Norco flood loss: $27.5m loss for northern dairy co-operative

Norco may have been hit hard by the Lismore floods, but $46m in government grants is helping it rebuild farmer equity.

 

Lismore’s February floods have cost Norco dairy co-operative $41m in damages, as revealed in its 2021-22 annual report released to farmers this week.

 

By far the greatest loss was the damage to the co-operative’s Lismore ice-cream factory, which was undergoing a $30m upgrade at the time.

 

All up Norco recorded losses of:

 

•             $24.5m to its ice-cream business

•             $9m in stock losses

•             $7.5m in employee expenses and clean-up costs

 

Those losses led to Norco recording a $27.5m net loss - before recognition of tax loss benefits.

 

However, the co-op recently won $46m in NSW and Federal Government grants to help rebuild its flood-damaged ice-cream factory.

 

The total cost of the rebuild is $59m, which should revive Norco’s equity position, which had slumped from $80.7m prior to the floods, down to $61.2m in its aftermath.

 

“The 28 February 2022 will be a date that will go down in history for our co-operative, our members and many of our staff due to the impacts of a devastating natural disaster,” Norco chairman Michael Jeffery said in his report to farmers.

 

“While our sites in Lismore could withstand a one-in-100-year flood event, with some short-term minimal impact, this flood event was more than two metres higher than any other flood in recorded history and it caused significant damage and losses at many of the co-operative’s facilities.”

 

Despite the floods, Mr Jeffery said Norco was still able to inject $4.5m to boost the farmgate milk price during the year, to aid members’ recovery from the floods and cover surging costs of production.

 

Norco chief executive Michael Hampson said the co-operative had built-in resilience over recent years, by reducing “net debt to $4.7m at 30 June 2022, the lowest level in many years”. “This is a considerable improvement on the 2019 financial year end, where net debt was $36.5m – this clearly points to the resilience now created in the co-operative, and the benefits of the change to our new operating model that we commenced in 2020,” he said.

 

He said the Norco brand continued to grow in Queensland and NSW, with an annual national retail sales growth rate of 5.3 per cent in 2021-22.

 

“When considering the white milk category declined at 2.1 per cent, this growth shows the focused activity of the sales and marketing team to communicate the point of difference of the Norco brand to consumers.

 

“It also shows that consumers do understand that supporting a 100 per cent farmer-owned co-operative is a unique value proposition.”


• Work task: Only lines holding the string "Madagascar" are wanted; copy each one from the material.

■ ■ ■

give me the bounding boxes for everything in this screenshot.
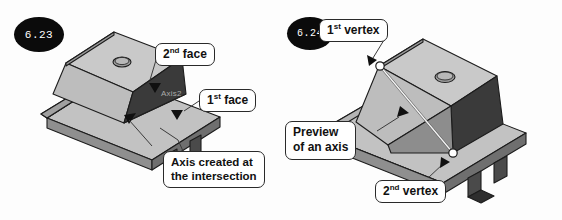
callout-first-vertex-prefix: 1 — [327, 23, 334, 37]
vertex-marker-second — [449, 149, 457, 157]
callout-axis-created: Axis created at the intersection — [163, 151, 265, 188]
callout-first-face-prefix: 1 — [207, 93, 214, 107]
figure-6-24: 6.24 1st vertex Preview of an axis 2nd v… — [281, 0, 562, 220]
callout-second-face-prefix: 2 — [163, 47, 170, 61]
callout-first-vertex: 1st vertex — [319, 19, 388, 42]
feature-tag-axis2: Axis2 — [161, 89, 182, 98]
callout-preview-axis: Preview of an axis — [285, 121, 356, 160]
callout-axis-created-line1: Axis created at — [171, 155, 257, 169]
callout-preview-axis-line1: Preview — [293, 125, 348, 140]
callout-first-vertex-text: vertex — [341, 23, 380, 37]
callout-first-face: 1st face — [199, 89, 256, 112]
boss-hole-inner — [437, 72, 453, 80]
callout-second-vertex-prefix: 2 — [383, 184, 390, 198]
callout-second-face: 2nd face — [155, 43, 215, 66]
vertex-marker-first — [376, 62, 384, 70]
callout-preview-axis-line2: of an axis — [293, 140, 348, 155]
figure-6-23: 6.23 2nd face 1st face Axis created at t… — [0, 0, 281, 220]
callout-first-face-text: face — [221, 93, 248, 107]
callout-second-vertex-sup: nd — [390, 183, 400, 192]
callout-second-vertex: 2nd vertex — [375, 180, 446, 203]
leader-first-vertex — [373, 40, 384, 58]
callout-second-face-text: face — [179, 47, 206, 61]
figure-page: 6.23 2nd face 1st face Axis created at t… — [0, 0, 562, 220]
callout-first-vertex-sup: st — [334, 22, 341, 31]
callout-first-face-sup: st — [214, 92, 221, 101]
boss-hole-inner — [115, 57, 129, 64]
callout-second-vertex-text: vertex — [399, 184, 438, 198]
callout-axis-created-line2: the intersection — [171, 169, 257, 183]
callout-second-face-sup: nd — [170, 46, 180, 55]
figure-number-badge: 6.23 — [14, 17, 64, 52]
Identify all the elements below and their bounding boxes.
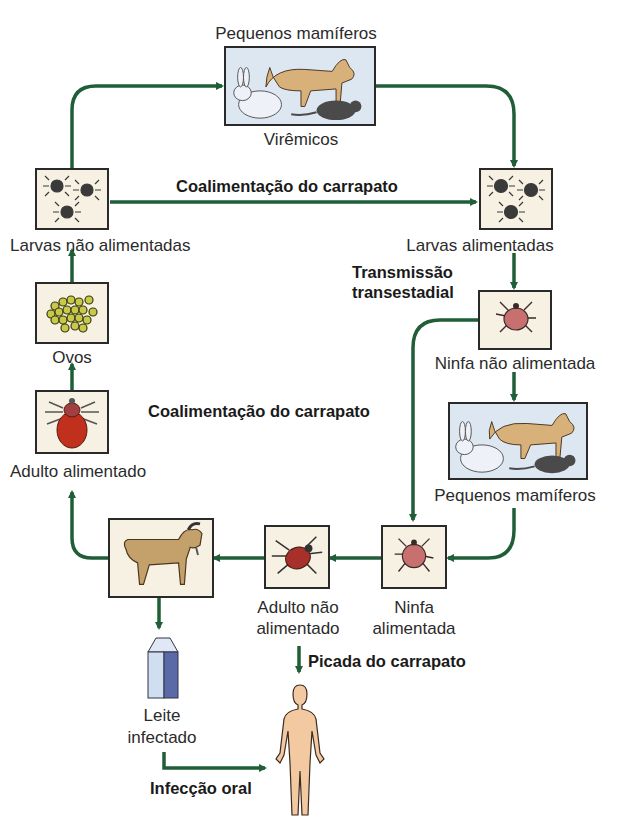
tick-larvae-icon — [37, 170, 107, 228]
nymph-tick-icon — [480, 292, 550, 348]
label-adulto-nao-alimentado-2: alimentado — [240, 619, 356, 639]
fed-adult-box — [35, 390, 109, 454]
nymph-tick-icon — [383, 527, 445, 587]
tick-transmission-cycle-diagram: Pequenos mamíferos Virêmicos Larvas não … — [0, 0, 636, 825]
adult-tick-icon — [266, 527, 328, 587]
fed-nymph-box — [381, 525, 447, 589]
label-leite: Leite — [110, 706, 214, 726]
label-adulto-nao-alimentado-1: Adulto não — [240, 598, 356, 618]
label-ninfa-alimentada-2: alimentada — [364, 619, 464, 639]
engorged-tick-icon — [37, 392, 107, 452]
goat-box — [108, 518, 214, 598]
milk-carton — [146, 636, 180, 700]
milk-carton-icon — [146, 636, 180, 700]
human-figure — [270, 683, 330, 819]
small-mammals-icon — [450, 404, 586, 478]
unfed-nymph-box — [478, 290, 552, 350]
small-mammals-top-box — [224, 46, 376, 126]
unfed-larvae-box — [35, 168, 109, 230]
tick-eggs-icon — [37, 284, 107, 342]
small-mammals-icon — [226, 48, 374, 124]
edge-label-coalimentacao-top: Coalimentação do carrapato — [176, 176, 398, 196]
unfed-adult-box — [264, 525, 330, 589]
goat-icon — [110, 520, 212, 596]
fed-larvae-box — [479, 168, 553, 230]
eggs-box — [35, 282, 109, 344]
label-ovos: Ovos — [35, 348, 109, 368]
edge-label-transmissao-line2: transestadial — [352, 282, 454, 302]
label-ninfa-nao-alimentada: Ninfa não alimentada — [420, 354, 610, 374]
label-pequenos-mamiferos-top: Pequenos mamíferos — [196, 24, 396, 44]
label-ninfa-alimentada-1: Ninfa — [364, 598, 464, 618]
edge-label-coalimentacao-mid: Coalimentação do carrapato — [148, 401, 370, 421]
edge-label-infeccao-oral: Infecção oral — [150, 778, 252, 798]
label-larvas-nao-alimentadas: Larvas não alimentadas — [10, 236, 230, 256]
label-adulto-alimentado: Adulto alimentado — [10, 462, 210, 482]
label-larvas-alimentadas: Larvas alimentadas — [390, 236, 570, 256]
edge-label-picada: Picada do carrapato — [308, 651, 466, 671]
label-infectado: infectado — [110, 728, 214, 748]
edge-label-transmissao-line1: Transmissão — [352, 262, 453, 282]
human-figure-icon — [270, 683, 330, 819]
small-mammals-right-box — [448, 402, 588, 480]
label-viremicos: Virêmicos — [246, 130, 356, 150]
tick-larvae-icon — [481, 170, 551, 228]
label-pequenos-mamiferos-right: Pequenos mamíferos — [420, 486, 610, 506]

■ ■ ■

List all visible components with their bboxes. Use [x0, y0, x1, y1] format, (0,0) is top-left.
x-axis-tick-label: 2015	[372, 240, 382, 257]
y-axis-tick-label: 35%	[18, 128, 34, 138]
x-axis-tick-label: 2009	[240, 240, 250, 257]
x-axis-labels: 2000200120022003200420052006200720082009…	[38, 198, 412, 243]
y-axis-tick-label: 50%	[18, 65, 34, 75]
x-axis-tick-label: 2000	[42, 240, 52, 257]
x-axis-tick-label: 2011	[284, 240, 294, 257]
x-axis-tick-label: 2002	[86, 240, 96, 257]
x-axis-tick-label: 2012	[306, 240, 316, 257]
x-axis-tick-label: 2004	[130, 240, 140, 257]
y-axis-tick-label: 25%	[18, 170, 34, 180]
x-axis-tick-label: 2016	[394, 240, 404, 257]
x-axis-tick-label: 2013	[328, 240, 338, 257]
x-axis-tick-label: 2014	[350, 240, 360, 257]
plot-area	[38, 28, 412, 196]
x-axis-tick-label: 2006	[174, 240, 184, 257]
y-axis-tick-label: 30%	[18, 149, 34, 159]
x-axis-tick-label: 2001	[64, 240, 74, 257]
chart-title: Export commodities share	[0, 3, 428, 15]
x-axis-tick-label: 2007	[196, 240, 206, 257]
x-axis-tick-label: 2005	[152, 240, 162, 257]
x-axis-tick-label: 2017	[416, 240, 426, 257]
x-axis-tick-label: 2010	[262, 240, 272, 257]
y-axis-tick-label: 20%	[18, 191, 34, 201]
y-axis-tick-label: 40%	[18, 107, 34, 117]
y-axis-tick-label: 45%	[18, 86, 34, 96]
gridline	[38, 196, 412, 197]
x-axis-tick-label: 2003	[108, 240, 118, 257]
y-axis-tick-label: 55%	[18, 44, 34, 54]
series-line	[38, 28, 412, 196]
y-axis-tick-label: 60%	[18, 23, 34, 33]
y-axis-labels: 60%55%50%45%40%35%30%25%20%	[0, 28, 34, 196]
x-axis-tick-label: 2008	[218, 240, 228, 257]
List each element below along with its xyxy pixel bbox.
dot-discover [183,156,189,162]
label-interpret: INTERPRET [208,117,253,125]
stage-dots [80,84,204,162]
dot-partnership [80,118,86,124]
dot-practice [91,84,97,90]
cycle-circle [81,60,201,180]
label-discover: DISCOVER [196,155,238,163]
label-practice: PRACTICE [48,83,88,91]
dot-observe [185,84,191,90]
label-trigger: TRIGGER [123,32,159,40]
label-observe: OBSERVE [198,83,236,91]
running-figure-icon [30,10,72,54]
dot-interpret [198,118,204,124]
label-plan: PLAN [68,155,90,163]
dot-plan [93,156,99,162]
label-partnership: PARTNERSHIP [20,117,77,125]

■ ■ ■

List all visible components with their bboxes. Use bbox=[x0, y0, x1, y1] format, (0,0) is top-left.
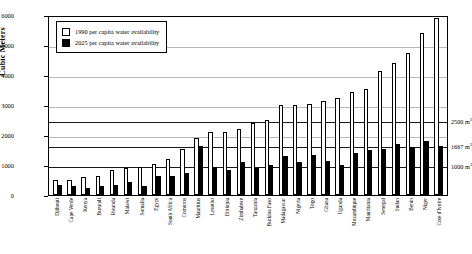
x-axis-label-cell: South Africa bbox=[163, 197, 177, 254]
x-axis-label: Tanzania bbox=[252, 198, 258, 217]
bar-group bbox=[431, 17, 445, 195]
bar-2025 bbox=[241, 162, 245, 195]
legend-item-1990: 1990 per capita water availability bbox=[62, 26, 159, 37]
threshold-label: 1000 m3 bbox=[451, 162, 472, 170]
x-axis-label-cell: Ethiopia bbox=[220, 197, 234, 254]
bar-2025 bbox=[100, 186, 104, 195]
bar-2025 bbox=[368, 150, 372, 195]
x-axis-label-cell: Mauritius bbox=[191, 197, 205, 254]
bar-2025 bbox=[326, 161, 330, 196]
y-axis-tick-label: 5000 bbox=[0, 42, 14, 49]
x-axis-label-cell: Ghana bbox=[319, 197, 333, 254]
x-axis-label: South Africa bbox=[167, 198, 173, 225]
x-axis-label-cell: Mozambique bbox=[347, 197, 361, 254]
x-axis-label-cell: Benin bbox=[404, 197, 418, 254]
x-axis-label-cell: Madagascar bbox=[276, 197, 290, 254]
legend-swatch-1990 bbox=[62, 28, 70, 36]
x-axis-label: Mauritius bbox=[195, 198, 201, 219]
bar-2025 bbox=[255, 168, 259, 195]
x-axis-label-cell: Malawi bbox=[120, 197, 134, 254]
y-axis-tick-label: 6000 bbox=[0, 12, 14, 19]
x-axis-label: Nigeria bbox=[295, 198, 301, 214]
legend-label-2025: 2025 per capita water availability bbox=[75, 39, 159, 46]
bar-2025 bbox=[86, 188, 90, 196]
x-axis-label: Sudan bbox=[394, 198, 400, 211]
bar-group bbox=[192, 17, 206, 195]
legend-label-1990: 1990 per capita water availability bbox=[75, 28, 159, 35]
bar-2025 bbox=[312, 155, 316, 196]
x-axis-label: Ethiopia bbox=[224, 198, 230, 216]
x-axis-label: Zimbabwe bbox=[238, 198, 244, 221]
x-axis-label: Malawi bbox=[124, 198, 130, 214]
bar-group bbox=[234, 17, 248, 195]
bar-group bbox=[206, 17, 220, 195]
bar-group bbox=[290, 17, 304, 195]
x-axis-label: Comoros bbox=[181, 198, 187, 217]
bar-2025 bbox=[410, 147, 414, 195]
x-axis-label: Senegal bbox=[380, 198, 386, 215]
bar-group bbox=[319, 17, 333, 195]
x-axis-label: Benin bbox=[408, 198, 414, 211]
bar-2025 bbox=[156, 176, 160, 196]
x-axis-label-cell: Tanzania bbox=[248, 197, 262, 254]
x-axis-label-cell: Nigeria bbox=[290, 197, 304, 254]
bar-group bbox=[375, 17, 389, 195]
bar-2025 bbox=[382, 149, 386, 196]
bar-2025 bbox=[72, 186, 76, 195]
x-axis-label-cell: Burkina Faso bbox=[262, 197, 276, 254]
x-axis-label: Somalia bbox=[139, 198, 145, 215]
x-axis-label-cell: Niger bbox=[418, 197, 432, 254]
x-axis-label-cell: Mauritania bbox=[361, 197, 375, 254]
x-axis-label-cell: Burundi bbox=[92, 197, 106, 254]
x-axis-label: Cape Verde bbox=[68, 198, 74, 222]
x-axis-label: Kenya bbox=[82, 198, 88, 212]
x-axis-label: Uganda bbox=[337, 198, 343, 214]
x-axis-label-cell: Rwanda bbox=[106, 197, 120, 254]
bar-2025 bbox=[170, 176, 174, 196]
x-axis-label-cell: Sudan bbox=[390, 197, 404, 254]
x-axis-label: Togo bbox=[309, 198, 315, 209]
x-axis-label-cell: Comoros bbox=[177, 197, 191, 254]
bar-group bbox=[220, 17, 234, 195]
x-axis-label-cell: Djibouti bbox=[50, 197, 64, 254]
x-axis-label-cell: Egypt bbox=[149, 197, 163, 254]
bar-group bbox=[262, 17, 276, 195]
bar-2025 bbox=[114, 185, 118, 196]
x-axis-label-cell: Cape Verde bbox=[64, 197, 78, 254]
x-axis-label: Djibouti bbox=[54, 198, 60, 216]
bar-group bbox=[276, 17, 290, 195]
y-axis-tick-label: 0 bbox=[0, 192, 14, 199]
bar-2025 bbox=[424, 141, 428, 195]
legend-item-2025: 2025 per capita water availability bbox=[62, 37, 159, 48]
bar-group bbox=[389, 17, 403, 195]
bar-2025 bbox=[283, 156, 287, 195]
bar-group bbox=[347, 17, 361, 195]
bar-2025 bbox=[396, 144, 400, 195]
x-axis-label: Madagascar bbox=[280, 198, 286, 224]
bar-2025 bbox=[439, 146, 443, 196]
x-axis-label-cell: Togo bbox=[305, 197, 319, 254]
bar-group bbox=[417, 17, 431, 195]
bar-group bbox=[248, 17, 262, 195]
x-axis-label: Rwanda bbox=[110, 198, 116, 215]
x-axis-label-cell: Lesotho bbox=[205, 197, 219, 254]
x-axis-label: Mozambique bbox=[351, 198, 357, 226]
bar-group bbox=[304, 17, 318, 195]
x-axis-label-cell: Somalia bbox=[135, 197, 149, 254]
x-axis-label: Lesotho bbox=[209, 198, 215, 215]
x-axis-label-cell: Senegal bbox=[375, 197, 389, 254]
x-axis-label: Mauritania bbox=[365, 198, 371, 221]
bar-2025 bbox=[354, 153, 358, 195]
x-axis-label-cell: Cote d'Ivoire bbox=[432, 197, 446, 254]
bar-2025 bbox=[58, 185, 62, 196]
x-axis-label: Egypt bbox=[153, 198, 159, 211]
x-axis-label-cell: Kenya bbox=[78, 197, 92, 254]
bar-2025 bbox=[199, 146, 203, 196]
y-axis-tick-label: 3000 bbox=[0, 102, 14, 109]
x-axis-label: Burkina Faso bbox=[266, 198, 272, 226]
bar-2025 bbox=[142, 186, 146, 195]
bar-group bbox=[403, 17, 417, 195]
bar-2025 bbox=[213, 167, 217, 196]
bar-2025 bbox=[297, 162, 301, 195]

■ ■ ■

• Finished task:
x-axis-label-cell: Madagascar bbox=[276, 197, 290, 254]
x-axis-label: Madagascar bbox=[280, 198, 286, 224]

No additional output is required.